== Exercise description ==
What needs reproducing is the run of lines in the data below starting at the line with "Identify the location of Reddit." and ending at the line with "The image size is (1813, 1020).", both ends included. Copy it exactly, without pictures, and add nothing.

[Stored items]
□ □ □ □ □ □ □

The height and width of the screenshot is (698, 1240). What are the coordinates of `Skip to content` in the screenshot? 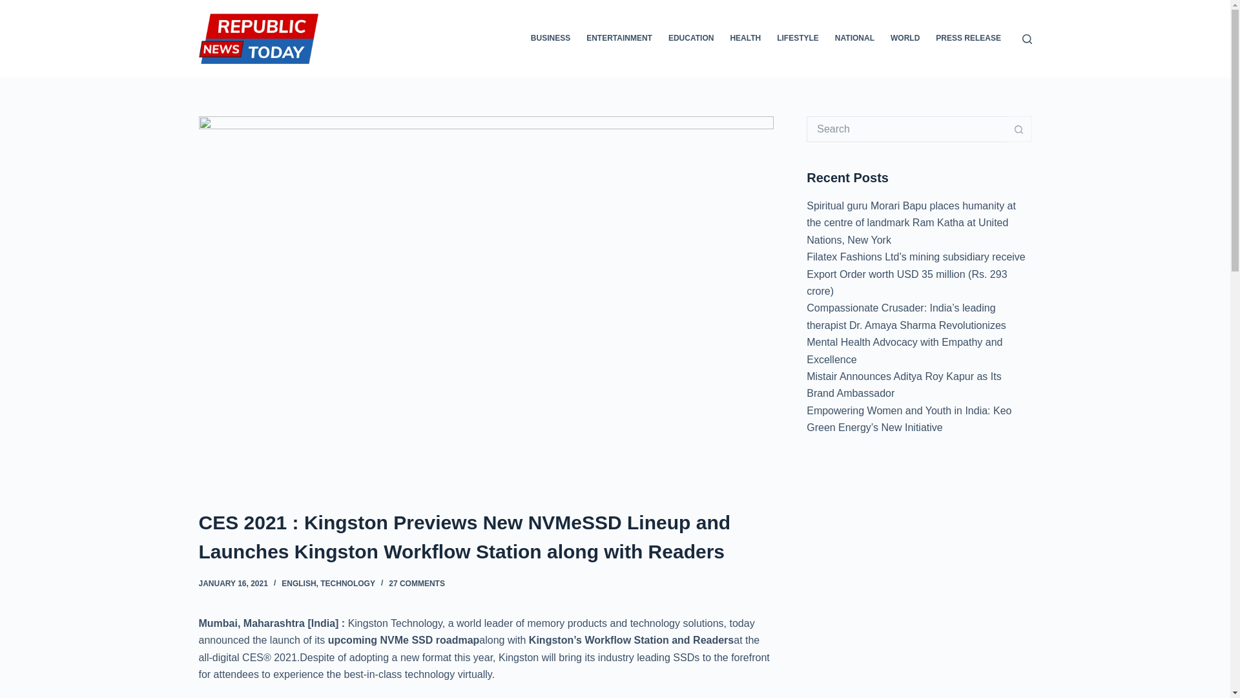 It's located at (13, 6).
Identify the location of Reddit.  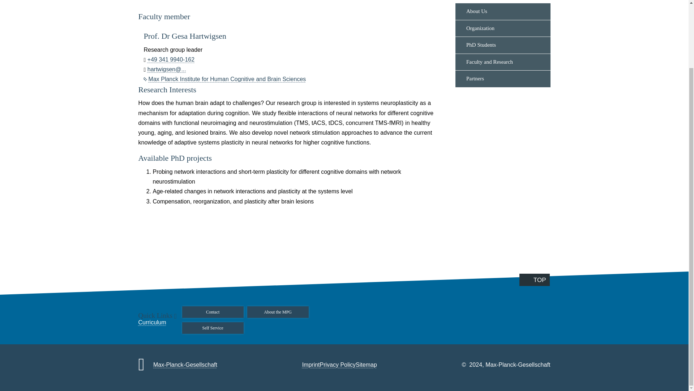
(123, 43).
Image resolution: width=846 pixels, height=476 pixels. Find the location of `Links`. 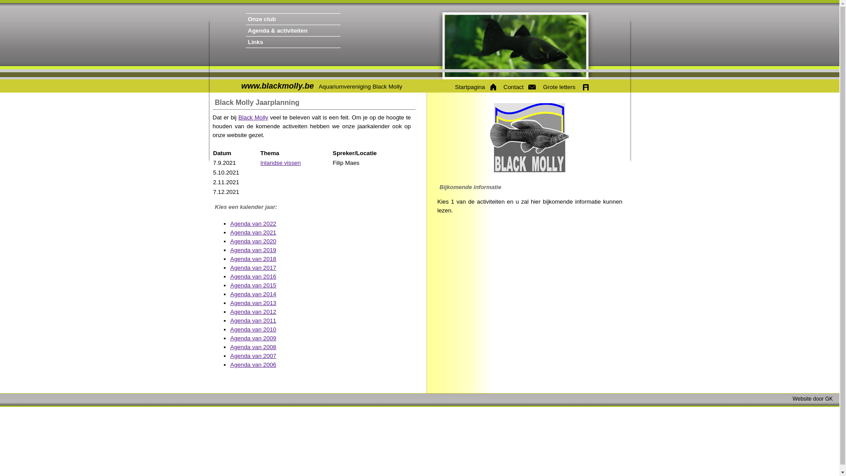

Links is located at coordinates (316, 42).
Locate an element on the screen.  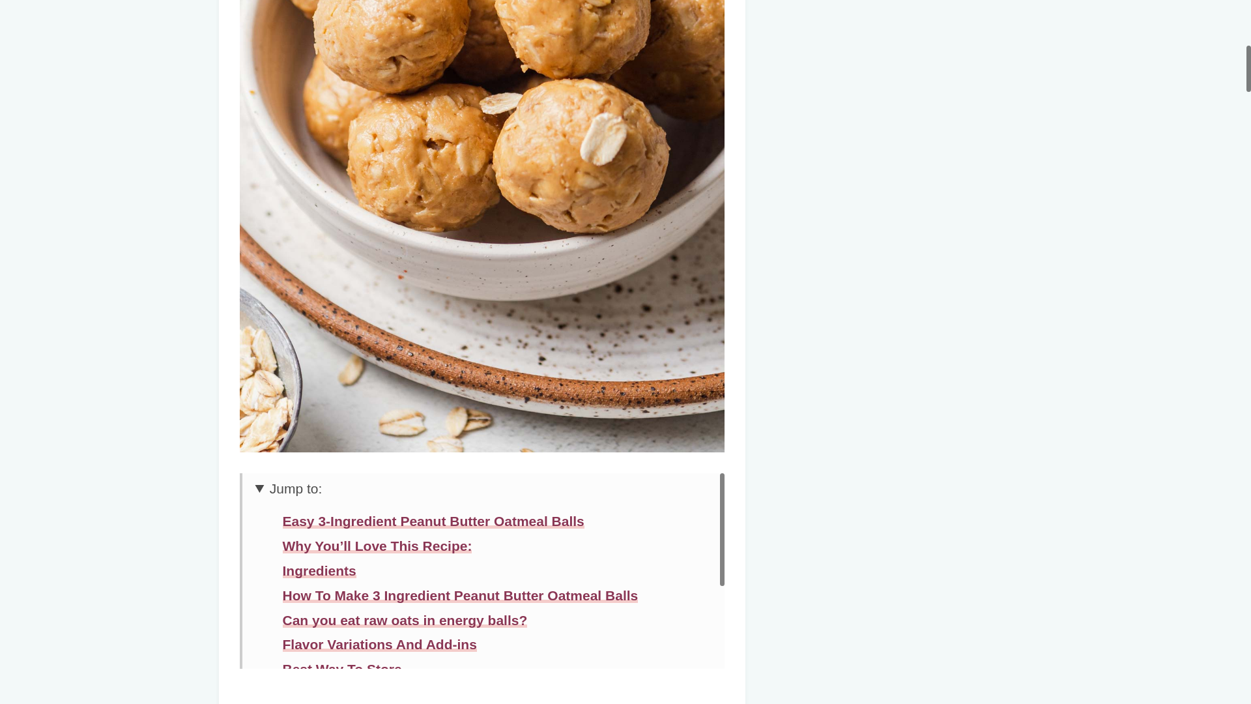
Best Way To Store is located at coordinates (341, 669).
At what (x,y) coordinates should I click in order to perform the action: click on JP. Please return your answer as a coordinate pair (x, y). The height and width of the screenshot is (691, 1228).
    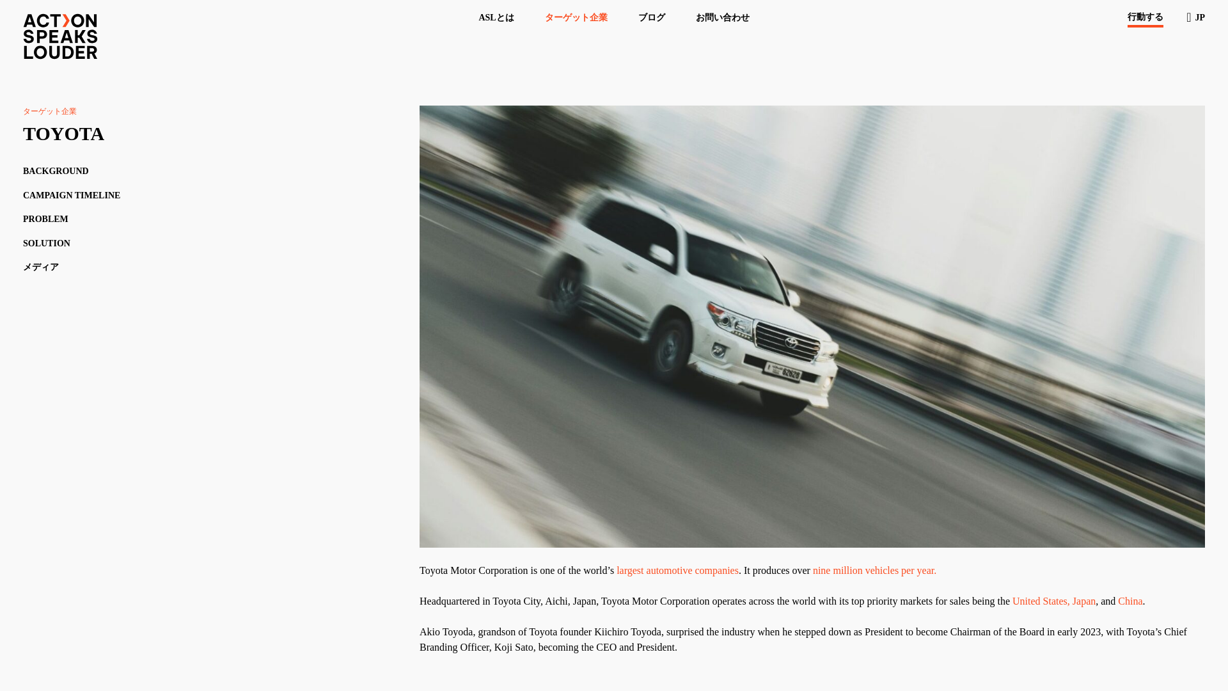
    Looking at the image, I should click on (1195, 17).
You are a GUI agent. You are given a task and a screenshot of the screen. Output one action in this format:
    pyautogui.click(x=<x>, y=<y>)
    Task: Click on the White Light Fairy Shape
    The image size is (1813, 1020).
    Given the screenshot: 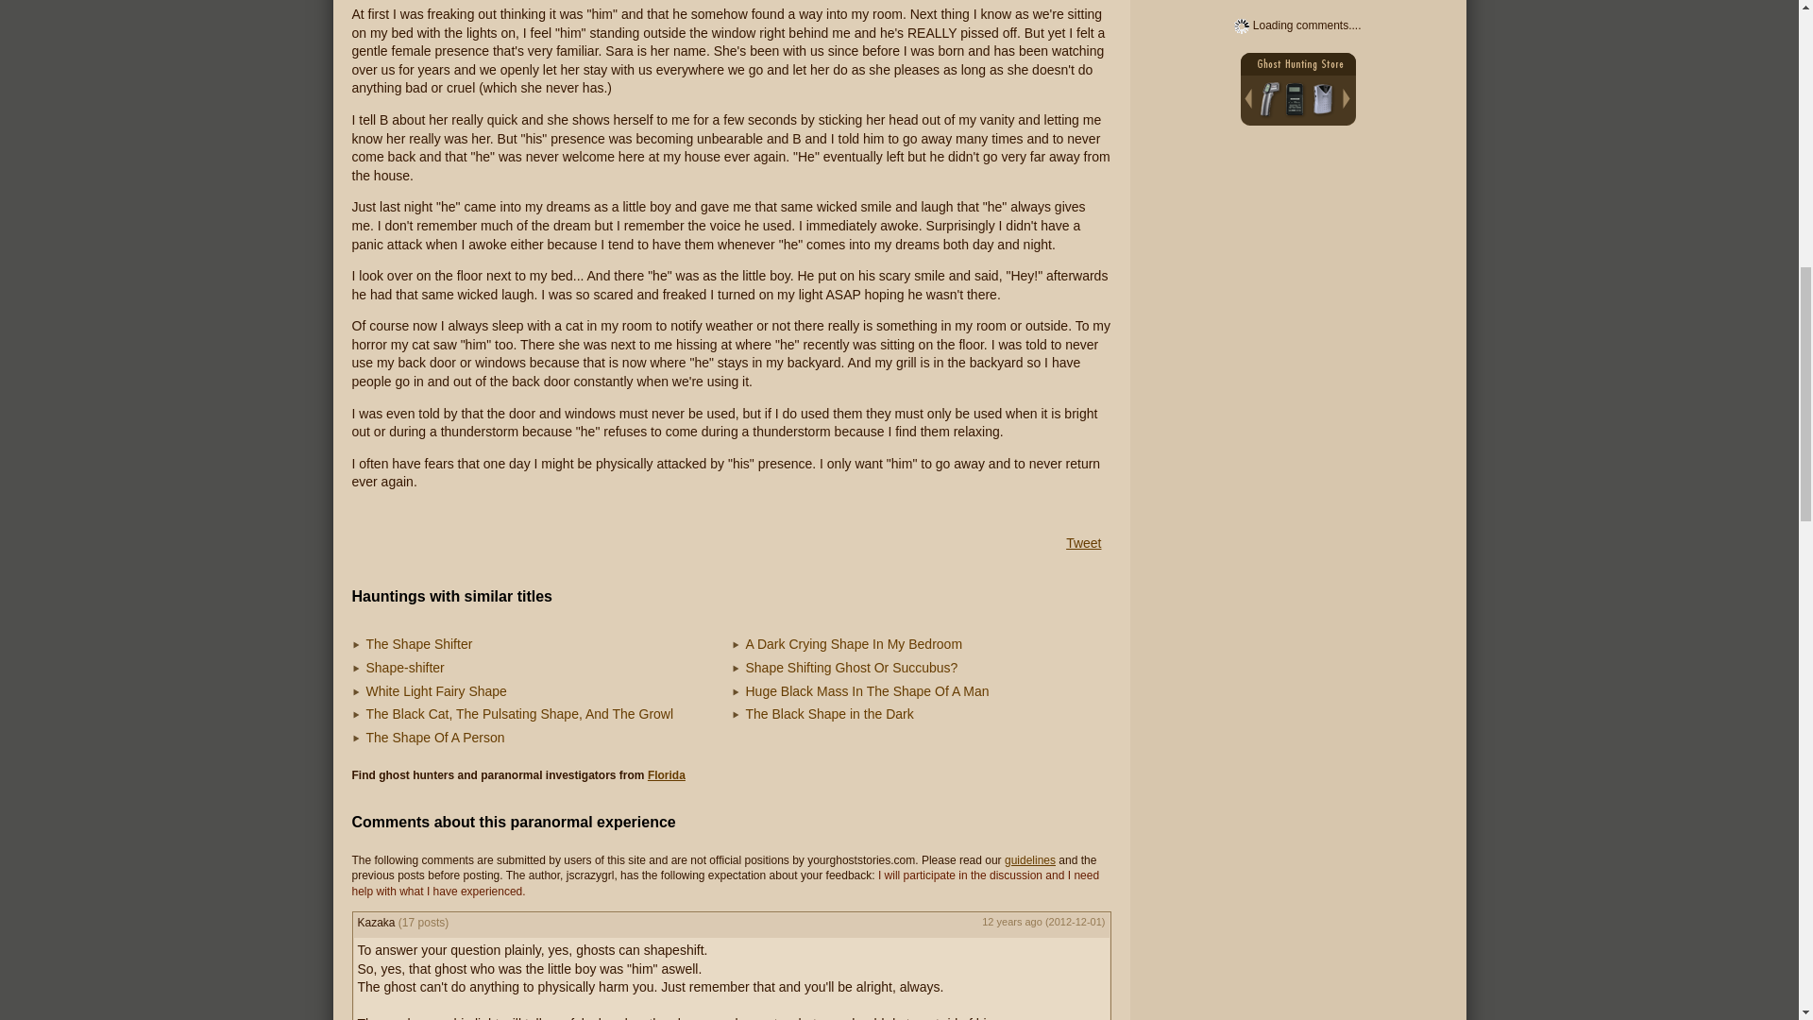 What is the action you would take?
    pyautogui.click(x=436, y=690)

□ □ □ □ □ □ □

== Final answer ==
Identify the location of Reddit.  
(123, 43).
Image resolution: width=846 pixels, height=476 pixels. Find the location of `Links`. 

Links is located at coordinates (316, 42).
Locate an element on the screen.  
Best Way To Store is located at coordinates (341, 669).
At what (x,y) coordinates should I click in order to perform the action: click on JP. Please return your answer as a coordinate pair (x, y). The height and width of the screenshot is (691, 1228).
    Looking at the image, I should click on (1195, 17).
You are a GUI agent. You are given a task and a screenshot of the screen. Output one action in this format:
    pyautogui.click(x=<x>, y=<y>)
    Task: Click on the White Light Fairy Shape
    The image size is (1813, 1020).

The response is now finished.